Monday, November 9, 2015

Homily: Nov 9 2015 - Dedication of St. John Lateran - Beautiful churches for beautiful souls



Today we celebrate the dedication of what the Christianity calls “the mother and head of all the churches in Rome and around the world.” After Christianity was legalized in 313, St. John Lateran was the domicile of the Pope for a 1000 years--the place from which he taught and guided the Church for a millennia. November 9 is the date that John Lateran was dedicated in the year 324. 

Now, there is no Saint named Saint John Lateran, of course. The title Lateran, is not the last name of a Saint, but a geographical location.  The whole area where the basilica was built was owned by a Roman Senator, Flavius Lateranus.  And so, the full name of St. John Lateran Basilica is the Archbasilica of the Most Holy Savior and Saints John the Baptist and the Evangelist in the Lateran. Now you know why we abbreviate the name.

Today, we recall the importance of the Pope in Christianity, for St. John Lateran is the Cathedral of Rome, the place of the Pope’s Cathedra, his seat of authority.  But we also mark the importance of dedicating Church buildings to God, of having sacred buildings, sacred places where the Church comes together to worship.

Priests get phone calls fairly often now from young couples wanting to have their weddings celebrated on a beach.  I got a call recently from a couple wanting their wedding at a farm.  We’ve lost the sense of the sacred, and the idea of sacred space.  And for many young Catholics who never step foot in a church, then I guess a beach or a farm would be more sacred than a church building.

And it’s not entirely their fault. After Vatican II there seems to have been a rash of ugly, uninspiring churches built, churches which don’t look like churches.  Even though Vatican II called for “noble beauty” in Church architecture, the prevailing modernist impulse is to de-sacralize everything, 
including church architecture.  Modernists claim we should treat nothing as holy because they say everything is holy.  We shouldn’t have to go to Church because God is everywhere. But this idea is totally foreign to Catholicism.  From day one, Christians have gathered together in sacred spaces for the celebration of the Sacraments.

And as we can, we are to make them noble and beautiful. A church should be beautiful, and should look like a church from the outside, that it may inspire and draw people from the world encounter God who transcends the ugliness of the world. And a church should be beautiful, and look like a church on the inside, that it may inspire and express the honor we owe to God in everything we do.
So we dedicate our church buildings to God, we adorn them with gold vessels, ornate vestments, and beautiful art, we set them apart as sanctuaries, as places where we encounter the holy, the divine.   For, if we don’t dedicate some things to God, we will end up not dedicating anything to God.  We dedicate church buildings, set them aside, adorn them with beauty, that we may be dedicated, consecrated, and adorned with virtue.

If you’ve never had the chance to visit Rome and the timeless basilicas there, I will be leading a pilgrimage there this May, please consider joining me, as we make pilgrimage to the holy places.  If you have access to the internet, you can also take a virtue tour of St. John Lateran and some of the holy places.

In the Gospel today, we hear of Jesus driving out the ugliness of sin and evil from God’s temple. May the devout celebration of this feast drive out the ugliness and sin which sometimes makes their way into our lives. May the celebration of the dedication of the mother Church reminds us of the beauty and harmony with which we are to live as Catholics, in intimate communion with Jesus, coming together in holy places to listen to the Word of God and to be nourished by the Body and Blood of Christ, that we may be built up into a pleasing temple to God for the glory of God and the salvation of souls.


Task goal >>
Omitting all images, set down every line below exactly as it appears.

Source material START

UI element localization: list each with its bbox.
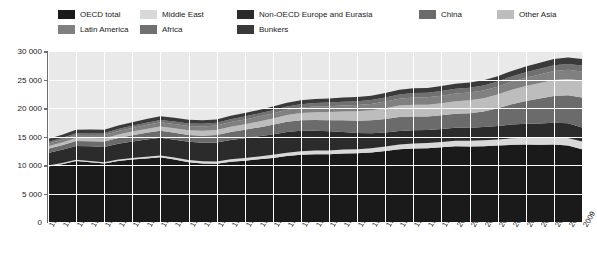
y-axis-labels: 30 00025 00020 00015 00010 0005 0000 [0, 40, 45, 225]
legend-swatch-icon [419, 10, 436, 19]
gridline-vertical [189, 51, 190, 222]
gridline-vertical [329, 51, 330, 222]
gridline-vertical [526, 51, 527, 222]
y-axis-tick-mark [44, 137, 48, 139]
y-axis-tick-label: 30 000 [18, 47, 42, 56]
y-axis-tick-label: 5 000 [22, 189, 42, 198]
legend-item-china[interactable]: China [419, 7, 462, 22]
y-axis-tick-mark [44, 108, 48, 110]
legend-label: Other Asia [519, 10, 556, 19]
legend-item-non-oecd-europe-and-eurasia[interactable]: Non-OECD Europe and Eurasia [237, 7, 372, 22]
y-axis-tick-mark [44, 80, 48, 82]
legend-item-middle-east[interactable]: Middle East [140, 7, 204, 22]
gridline-vertical [470, 51, 471, 222]
gridline-vertical [48, 51, 49, 222]
gridline-horizontal [48, 194, 582, 195]
gridline-vertical [245, 51, 246, 222]
legend-label: OECD total [80, 10, 120, 19]
legend-item-oecd-total[interactable]: OECD total [58, 7, 120, 22]
legend-swatch-icon [497, 10, 514, 19]
plot-wrapper: 30 00025 00020 00015 00010 0005 0000 197… [0, 40, 586, 262]
gridline-vertical [217, 51, 218, 222]
y-axis-tick-mark [44, 194, 48, 196]
gridline-horizontal [48, 108, 582, 109]
legend-item-bunkers[interactable]: Bunkers [237, 22, 288, 37]
gridline-vertical [582, 51, 583, 222]
gridline-vertical [104, 51, 105, 222]
gridline-vertical [273, 51, 274, 222]
gridline-vertical [76, 51, 77, 222]
y-axis-tick-mark [44, 165, 48, 167]
legend-item-other-asia[interactable]: Other Asia [497, 7, 556, 22]
y-axis-tick-label: 15 000 [18, 132, 42, 141]
legend-label: China [441, 10, 462, 19]
x-axis-labels: 1971197219731974197519761977197819791980… [48, 224, 582, 262]
plot-area [48, 51, 582, 222]
y-axis-tick-label: 10 000 [18, 161, 42, 170]
gridline-vertical [301, 51, 302, 222]
legend-label: Non-OECD Europe and Eurasia [259, 10, 372, 19]
gridline-vertical [385, 51, 386, 222]
legend-swatch-icon [237, 25, 254, 34]
legend-row-2: Latin AmericaAfricaBunkers [0, 22, 586, 37]
gridline-vertical [132, 51, 133, 222]
y-axis-tick-label: 25 000 [18, 75, 42, 84]
legend-label: Latin America [80, 25, 128, 34]
gridline-horizontal [48, 80, 582, 81]
y-axis-tick-mark [44, 51, 48, 53]
gridline-vertical [357, 51, 358, 222]
legend-swatch-icon [237, 10, 254, 19]
gridline-vertical [498, 51, 499, 222]
y-axis-tick-label: 0 [38, 218, 42, 227]
gridline-horizontal [48, 165, 582, 166]
x-axis-tick-label: 2009 [581, 210, 597, 229]
legend-swatch-icon [58, 10, 75, 19]
gridline-vertical [441, 51, 442, 222]
gridline-vertical [160, 51, 161, 222]
legend-label: Africa [162, 25, 182, 34]
legend-row-1: OECD totalMiddle EastNon-OECD Europe and… [0, 7, 586, 22]
legend-swatch-icon [140, 10, 157, 19]
gridline-horizontal [48, 51, 582, 52]
legend-item-latin-america[interactable]: Latin America [58, 22, 128, 37]
legend-label: Middle East [162, 10, 204, 19]
y-axis-tick-label: 20 000 [18, 104, 42, 113]
legend-item-africa[interactable]: Africa [140, 22, 182, 37]
legend-label: Bunkers [259, 25, 288, 34]
legend-swatch-icon [58, 25, 75, 34]
gridline-vertical [554, 51, 555, 222]
gridline-vertical [413, 51, 414, 222]
legend-swatch-icon [140, 25, 157, 34]
gridline-horizontal [48, 137, 582, 138]
chart-legend: OECD totalMiddle EastNon-OECD Europe and… [0, 0, 586, 40]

Source material END

Response to the task >>
UI element localization: list each with its bbox.
y-axis-labels: 30 00025 00020 00015 00010 0005 0000 [0, 40, 45, 225]
legend-swatch-icon [419, 10, 436, 19]
gridline-vertical [189, 51, 190, 222]
gridline-vertical [329, 51, 330, 222]
gridline-vertical [526, 51, 527, 222]
y-axis-tick-mark [44, 137, 48, 139]
y-axis-tick-label: 30 000 [18, 47, 42, 56]
y-axis-tick-label: 5 000 [22, 189, 42, 198]
legend-item-china[interactable]: China [419, 7, 462, 22]
y-axis-tick-mark [44, 108, 48, 110]
legend-label: Other Asia [519, 10, 556, 19]
legend-item-non-oecd-europe-and-eurasia[interactable]: Non-OECD Europe and Eurasia [237, 7, 372, 22]
y-axis-tick-mark [44, 80, 48, 82]
legend-item-middle-east[interactable]: Middle East [140, 7, 204, 22]
gridline-vertical [470, 51, 471, 222]
gridline-vertical [48, 51, 49, 222]
gridline-horizontal [48, 194, 582, 195]
gridline-vertical [245, 51, 246, 222]
legend-label: OECD total [80, 10, 120, 19]
legend-item-oecd-total[interactable]: OECD total [58, 7, 120, 22]
legend-swatch-icon [497, 10, 514, 19]
plot-wrapper: 30 00025 00020 00015 00010 0005 0000 197… [0, 40, 586, 262]
gridline-vertical [217, 51, 218, 222]
y-axis-tick-mark [44, 194, 48, 196]
gridline-horizontal [48, 108, 582, 109]
legend-item-bunkers[interactable]: Bunkers [237, 22, 288, 37]
gridline-vertical [582, 51, 583, 222]
gridline-vertical [104, 51, 105, 222]
gridline-vertical [273, 51, 274, 222]
gridline-vertical [76, 51, 77, 222]
y-axis-tick-mark [44, 165, 48, 167]
legend-item-other-asia[interactable]: Other Asia [497, 7, 556, 22]
y-axis-tick-label: 15 000 [18, 132, 42, 141]
legend-label: China [441, 10, 462, 19]
x-axis-labels: 1971197219731974197519761977197819791980… [48, 224, 582, 262]
plot-area [48, 51, 582, 222]
y-axis-tick-label: 10 000 [18, 161, 42, 170]
gridline-vertical [301, 51, 302, 222]
legend-label: Non-OECD Europe and Eurasia [259, 10, 372, 19]
gridline-vertical [385, 51, 386, 222]
legend-swatch-icon [237, 25, 254, 34]
legend-row-2: Latin AmericaAfricaBunkers [0, 22, 586, 37]
gridline-vertical [132, 51, 133, 222]
y-axis-tick-label: 25 000 [18, 75, 42, 84]
legend-label: Latin America [80, 25, 128, 34]
gridline-horizontal [48, 80, 582, 81]
y-axis-tick-mark [44, 51, 48, 53]
gridline-vertical [357, 51, 358, 222]
legend-swatch-icon [237, 10, 254, 19]
gridline-vertical [498, 51, 499, 222]
y-axis-tick-label: 0 [38, 218, 42, 227]
gridline-horizontal [48, 165, 582, 166]
x-axis-tick-label: 2009 [581, 210, 597, 229]
legend-swatch-icon [58, 10, 75, 19]
gridline-vertical [441, 51, 442, 222]
gridline-vertical [160, 51, 161, 222]
legend-label: Africa [162, 25, 182, 34]
legend-row-1: OECD totalMiddle EastNon-OECD Europe and… [0, 7, 586, 22]
legend-swatch-icon [140, 10, 157, 19]
gridline-horizontal [48, 51, 582, 52]
legend-item-latin-america[interactable]: Latin America [58, 22, 128, 37]
legend-label: Middle East [162, 10, 204, 19]
y-axis-tick-label: 20 000 [18, 104, 42, 113]
legend-item-africa[interactable]: Africa [140, 22, 182, 37]
legend-label: Bunkers [259, 25, 288, 34]
legend-swatch-icon [58, 25, 75, 34]
gridline-vertical [554, 51, 555, 222]
gridline-vertical [413, 51, 414, 222]
legend-swatch-icon [140, 25, 157, 34]
gridline-horizontal [48, 137, 582, 138]
chart-legend: OECD totalMiddle EastNon-OECD Europe and… [0, 0, 586, 40]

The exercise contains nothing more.